TV watchers score Cameron the victor – but Labour are happy

Majority of those thinking of switching their vote after watching the show would swap to Miliband

Columnist Don Brind

The scores are in - and it appears David Cameron’s gamble in refusing a head-to-head debate with Ed Miliband has paid off, just. He emerged narrowly ahead after last night’s Channel 4/Sky event, according to an instant Guardian/ICM poll of 1,100 voters who watched ‘Cameron & Miliband Live: The Battle for Number 10’.

After each leader had been grilled by Jeremy Paxman and given comparatively easy questions by a studio audience, 54 per cent thought Cameron did better, against 46 per cent favouring Miliband, after excluding don’t knows.

The Times reports an even closer result according to an instant reaction app developed by YouGov and used by 800 viewers. They scored it 51-49 for Cameron.

Subscribe to The Week

Escape your echo chamber. Get the facts behind the news, plus analysis from multiple perspectives.

SUBSCRIBE & SAVE
https://cdn.mos.cms.futurecdn.net/flexiimages/jacafc5zvs1692883516.jpg

Sign up for The Week's Free Newsletters

From our morning news briefing to a weekly Good News Newsletter, get the best of The Week delivered directly to your inbox.

From our morning news briefing to a weekly Good News Newsletter, get the best of The Week delivered directly to your inbox.

Sign up

Ukip leader Nigel Farage, who turned up at the event, gave victory to Miliband. He told Sky News that the Labour leader had clearly given a better performance, scoring him 7/10 against 4/10 for the PM.

“It was not what I expected at all,” Farage said. “In terms of personalities, he [Miliband] fought back more, was more human and got the audience clapping. Cameron was nowhere near that. Cameron looked discomfited.”

ICM’s sample of viewers, weighted to match the broader population, were asked to put aside their party preference and concentrate only on what they heard during the programme.

Labour will be happy that although Cameron retains his lead as best prime minister in this survey by 48 to 40, the margin is smaller than in most polls.

They will also be encouraged by the answer to the “crucial question” – as The Guardian put it – of whether people would shift their votes as a result of what they had witnessed: “56 per cent of the respondents who said they might change their mind plumped for Labour, as against just 30 per cent for the Conservatives”.

Other new polling:

The Tories have a two-point lead in this morning’s regular YouGov poll. Con 36 (up 2), Lab 34 (down 1), Lib Dems 7 (down 1), Ukip 13 (up 1), Greens 5 (down 1).

A survey of voters in London – one of the key battlegrounds in the election - shows Labour set to gain most of their targets. A special Guardian/ICM telephone poll puts Labour on 42 per cent in the capital – ten points ahead of the Tories. It’s reckoned that would deliver eight gains to Labour – six from the Tories and two from the Lib Dems.

The next TV event will be the seven-way leaders’ debate scheduled for Thursday 2 April on ITV.

To continue reading this article...
Continue reading this article and get limited website access each month.
Get unlimited website access, exclusive newsletters plus much more.
Cancel or pause at any time.
Already a subscriber to The Week?
Not sure which email you used for your subscription? Contact us
is a former BBC lobby correspondent and Labour press officer who is watching the polls for The Week in the run-up to the 2015 election.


# What you will do:
From the line with "Describe the element at coordinates (235, 218)" to the final line, print the records exactly as they are.

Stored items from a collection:
+ + +

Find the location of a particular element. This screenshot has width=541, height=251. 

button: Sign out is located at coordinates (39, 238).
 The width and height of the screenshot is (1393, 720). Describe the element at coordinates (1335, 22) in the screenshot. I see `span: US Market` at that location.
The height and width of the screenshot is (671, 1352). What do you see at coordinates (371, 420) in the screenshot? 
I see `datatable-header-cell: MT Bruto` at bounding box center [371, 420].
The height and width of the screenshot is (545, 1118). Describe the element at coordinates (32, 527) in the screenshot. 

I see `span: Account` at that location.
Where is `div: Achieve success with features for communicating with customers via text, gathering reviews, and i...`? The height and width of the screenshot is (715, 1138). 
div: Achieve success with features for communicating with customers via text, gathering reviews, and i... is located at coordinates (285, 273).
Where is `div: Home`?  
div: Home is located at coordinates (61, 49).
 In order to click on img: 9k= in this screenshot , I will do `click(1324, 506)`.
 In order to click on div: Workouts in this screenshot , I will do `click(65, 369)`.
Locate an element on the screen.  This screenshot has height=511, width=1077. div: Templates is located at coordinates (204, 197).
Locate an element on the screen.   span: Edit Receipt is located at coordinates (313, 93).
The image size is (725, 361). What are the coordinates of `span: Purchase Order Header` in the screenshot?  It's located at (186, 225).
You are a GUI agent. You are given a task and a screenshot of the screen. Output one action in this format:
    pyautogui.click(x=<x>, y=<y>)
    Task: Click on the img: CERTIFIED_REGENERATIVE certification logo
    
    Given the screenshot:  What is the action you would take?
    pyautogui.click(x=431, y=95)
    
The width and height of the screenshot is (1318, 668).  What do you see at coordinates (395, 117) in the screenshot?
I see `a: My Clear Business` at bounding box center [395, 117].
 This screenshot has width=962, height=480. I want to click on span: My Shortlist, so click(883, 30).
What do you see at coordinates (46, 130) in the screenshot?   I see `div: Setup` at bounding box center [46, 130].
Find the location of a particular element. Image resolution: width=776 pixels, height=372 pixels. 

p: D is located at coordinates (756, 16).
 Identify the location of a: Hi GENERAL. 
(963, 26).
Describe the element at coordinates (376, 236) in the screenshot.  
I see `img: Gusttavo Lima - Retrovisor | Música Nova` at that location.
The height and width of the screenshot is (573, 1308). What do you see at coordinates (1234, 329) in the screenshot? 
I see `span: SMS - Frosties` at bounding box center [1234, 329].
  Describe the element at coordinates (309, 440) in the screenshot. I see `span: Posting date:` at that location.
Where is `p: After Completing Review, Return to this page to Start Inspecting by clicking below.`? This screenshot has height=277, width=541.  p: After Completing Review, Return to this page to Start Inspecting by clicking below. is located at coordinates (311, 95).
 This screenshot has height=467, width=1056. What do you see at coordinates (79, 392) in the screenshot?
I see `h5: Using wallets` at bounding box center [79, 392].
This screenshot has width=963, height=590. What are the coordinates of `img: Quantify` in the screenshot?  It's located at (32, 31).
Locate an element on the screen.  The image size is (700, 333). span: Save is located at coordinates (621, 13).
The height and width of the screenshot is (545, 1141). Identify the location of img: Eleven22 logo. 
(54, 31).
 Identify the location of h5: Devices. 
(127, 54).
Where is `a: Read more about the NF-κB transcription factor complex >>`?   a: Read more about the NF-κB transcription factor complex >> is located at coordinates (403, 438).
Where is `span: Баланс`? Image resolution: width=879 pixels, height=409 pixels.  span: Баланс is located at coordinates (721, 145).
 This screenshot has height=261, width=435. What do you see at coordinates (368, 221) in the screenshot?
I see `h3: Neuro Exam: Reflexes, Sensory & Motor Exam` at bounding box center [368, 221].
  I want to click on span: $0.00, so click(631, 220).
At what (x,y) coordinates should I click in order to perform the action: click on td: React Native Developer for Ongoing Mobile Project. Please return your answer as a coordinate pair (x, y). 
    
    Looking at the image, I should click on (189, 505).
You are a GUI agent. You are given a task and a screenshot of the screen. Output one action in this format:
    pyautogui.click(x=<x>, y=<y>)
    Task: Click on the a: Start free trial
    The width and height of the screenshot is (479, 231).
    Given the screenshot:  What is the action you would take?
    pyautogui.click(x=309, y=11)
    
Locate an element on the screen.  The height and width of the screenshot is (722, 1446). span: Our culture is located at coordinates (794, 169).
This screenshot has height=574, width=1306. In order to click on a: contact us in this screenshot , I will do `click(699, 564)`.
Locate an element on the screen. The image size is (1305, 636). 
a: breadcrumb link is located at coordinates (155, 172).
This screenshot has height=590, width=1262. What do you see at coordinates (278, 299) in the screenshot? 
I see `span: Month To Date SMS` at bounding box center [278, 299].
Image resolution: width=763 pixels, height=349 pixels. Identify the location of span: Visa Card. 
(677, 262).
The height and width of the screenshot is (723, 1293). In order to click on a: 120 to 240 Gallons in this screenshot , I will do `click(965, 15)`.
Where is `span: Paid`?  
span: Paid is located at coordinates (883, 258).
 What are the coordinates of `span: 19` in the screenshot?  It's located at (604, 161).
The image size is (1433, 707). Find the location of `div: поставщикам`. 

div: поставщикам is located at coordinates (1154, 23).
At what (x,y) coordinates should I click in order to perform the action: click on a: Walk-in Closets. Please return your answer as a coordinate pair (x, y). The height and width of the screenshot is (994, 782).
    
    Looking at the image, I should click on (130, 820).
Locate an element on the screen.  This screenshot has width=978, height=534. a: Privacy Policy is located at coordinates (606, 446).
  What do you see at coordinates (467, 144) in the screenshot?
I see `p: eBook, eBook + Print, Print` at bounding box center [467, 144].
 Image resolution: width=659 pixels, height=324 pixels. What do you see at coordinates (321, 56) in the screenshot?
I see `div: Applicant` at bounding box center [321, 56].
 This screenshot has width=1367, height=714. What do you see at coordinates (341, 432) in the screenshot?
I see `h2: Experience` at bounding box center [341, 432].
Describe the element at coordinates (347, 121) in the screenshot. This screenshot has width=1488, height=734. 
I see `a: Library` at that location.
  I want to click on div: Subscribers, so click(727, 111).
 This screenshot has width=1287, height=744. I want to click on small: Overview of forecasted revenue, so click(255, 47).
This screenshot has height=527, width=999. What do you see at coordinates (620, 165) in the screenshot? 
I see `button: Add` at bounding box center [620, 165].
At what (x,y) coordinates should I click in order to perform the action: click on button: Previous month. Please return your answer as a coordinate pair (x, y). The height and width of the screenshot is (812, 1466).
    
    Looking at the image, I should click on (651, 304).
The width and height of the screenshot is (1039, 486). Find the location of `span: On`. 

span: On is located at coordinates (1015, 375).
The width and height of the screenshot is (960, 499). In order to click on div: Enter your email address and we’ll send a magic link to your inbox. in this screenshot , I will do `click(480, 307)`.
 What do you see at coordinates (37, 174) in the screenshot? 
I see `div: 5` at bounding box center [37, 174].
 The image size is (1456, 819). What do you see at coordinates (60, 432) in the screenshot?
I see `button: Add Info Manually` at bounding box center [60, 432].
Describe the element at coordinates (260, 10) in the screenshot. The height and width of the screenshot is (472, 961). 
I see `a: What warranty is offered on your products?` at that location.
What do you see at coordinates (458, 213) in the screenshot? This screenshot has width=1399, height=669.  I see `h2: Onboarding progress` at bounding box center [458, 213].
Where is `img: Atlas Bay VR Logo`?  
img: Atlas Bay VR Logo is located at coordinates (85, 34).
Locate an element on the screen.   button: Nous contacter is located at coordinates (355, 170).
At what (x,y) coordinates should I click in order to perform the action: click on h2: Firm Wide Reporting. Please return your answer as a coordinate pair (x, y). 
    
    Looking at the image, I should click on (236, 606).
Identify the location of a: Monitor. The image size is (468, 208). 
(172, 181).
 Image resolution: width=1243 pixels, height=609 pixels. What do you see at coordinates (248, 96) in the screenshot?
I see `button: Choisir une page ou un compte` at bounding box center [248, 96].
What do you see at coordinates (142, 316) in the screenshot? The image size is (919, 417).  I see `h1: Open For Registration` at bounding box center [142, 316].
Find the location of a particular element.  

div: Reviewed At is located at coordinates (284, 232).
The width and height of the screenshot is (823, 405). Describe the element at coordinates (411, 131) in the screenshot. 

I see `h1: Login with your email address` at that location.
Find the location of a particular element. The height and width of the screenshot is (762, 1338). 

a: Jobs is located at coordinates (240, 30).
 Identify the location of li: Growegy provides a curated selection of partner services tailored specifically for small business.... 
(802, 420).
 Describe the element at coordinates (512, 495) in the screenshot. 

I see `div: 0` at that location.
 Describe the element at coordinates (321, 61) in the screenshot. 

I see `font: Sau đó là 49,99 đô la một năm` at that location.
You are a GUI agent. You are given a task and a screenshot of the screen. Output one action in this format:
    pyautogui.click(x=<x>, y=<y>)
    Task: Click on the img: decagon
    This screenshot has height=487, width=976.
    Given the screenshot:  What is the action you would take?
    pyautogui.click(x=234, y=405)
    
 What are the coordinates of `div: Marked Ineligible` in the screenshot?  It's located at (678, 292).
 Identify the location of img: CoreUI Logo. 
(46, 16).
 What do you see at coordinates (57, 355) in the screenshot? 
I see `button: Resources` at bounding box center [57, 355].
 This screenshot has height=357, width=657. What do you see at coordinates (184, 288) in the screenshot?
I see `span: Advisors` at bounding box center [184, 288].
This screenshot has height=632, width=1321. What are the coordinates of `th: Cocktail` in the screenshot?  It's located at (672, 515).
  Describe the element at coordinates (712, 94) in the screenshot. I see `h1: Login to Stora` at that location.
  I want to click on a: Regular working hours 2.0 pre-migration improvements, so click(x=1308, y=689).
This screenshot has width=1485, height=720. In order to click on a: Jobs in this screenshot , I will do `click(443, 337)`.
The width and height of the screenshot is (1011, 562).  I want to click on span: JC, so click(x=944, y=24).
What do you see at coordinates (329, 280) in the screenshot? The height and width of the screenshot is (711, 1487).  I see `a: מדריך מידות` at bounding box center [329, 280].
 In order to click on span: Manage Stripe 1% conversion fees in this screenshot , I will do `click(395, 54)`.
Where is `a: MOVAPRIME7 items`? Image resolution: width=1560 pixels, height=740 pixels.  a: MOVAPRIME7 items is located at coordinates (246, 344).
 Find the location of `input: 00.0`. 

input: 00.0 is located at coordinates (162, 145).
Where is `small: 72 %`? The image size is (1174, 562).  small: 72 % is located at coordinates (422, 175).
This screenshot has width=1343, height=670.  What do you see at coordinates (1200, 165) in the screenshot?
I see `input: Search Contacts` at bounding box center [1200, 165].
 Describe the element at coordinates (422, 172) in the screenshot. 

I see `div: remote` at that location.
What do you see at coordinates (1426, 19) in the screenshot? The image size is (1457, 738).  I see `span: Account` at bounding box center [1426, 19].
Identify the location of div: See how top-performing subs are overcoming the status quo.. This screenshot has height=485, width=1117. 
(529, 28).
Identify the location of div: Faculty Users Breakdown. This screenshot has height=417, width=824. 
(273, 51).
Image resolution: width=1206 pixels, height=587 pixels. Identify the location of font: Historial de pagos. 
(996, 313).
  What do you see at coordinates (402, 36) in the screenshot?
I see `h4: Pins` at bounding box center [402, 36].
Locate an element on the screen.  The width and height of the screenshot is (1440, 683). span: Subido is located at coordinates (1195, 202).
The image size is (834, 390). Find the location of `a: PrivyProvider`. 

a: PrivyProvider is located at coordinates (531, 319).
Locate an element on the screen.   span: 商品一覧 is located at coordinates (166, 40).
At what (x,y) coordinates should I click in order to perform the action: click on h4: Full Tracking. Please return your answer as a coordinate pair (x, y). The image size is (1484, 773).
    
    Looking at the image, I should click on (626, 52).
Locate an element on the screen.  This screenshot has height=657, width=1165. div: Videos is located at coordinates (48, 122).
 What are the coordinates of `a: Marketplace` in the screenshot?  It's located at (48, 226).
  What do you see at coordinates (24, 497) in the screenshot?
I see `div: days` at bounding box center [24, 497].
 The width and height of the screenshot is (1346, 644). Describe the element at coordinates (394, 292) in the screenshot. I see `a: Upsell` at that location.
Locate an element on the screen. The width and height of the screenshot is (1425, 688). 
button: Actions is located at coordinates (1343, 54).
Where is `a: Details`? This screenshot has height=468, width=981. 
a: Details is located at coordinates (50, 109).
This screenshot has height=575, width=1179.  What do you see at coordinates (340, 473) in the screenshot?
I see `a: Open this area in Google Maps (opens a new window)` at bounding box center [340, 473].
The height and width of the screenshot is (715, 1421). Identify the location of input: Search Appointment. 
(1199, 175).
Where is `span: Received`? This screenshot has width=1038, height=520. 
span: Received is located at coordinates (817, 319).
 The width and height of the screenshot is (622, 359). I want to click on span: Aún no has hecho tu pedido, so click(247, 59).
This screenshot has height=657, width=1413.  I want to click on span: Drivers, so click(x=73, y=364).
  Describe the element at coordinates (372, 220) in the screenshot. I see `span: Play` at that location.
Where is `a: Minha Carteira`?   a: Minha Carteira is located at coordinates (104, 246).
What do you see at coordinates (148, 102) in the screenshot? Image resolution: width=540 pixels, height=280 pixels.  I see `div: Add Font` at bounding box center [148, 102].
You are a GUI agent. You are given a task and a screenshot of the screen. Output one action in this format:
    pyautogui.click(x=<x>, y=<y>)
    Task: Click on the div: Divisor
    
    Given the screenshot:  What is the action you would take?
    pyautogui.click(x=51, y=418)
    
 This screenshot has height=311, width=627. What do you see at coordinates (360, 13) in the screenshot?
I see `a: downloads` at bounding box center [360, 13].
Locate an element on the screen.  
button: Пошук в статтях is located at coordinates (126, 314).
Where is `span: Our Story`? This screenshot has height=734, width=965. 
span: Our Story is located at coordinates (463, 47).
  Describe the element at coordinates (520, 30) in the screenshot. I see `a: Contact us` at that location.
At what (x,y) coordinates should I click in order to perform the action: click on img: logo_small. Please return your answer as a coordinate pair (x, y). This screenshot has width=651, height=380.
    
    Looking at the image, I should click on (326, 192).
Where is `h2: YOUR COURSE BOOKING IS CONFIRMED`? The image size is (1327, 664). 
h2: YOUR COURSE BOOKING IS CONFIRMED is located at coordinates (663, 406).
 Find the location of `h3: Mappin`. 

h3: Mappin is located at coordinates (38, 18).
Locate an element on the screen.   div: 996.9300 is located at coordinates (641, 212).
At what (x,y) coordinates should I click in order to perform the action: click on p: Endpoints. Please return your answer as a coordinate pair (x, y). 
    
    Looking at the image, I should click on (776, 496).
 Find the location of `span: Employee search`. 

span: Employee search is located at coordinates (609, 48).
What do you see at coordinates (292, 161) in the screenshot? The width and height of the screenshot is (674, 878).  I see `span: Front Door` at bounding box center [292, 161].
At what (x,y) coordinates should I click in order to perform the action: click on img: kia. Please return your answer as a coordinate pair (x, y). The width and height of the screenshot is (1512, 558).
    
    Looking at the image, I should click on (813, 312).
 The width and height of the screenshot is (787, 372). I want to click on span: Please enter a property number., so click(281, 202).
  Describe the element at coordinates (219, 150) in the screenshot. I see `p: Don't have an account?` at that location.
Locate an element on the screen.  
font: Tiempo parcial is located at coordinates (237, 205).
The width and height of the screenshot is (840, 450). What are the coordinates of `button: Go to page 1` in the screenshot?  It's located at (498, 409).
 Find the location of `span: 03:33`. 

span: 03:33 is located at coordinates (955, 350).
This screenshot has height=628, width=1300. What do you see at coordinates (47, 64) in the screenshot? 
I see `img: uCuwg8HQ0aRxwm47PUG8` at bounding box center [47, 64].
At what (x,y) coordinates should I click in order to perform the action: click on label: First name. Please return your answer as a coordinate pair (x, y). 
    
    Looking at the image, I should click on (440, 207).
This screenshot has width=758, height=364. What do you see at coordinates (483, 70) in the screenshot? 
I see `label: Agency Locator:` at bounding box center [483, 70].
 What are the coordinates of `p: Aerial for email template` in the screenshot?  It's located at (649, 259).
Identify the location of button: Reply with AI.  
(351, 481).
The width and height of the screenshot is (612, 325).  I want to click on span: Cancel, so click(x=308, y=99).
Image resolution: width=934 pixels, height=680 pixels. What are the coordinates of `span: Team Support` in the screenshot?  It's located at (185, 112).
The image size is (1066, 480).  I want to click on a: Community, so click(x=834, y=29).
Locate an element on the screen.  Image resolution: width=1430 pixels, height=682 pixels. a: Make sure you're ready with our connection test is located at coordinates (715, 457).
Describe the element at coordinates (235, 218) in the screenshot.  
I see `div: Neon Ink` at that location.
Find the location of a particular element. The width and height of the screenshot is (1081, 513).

+ + +

# Response area:
Describe the element at coordinates (235, 218) in the screenshot.  
I see `div: Neon Ink` at that location.
Find the location of a particular element. The width and height of the screenshot is (1081, 513).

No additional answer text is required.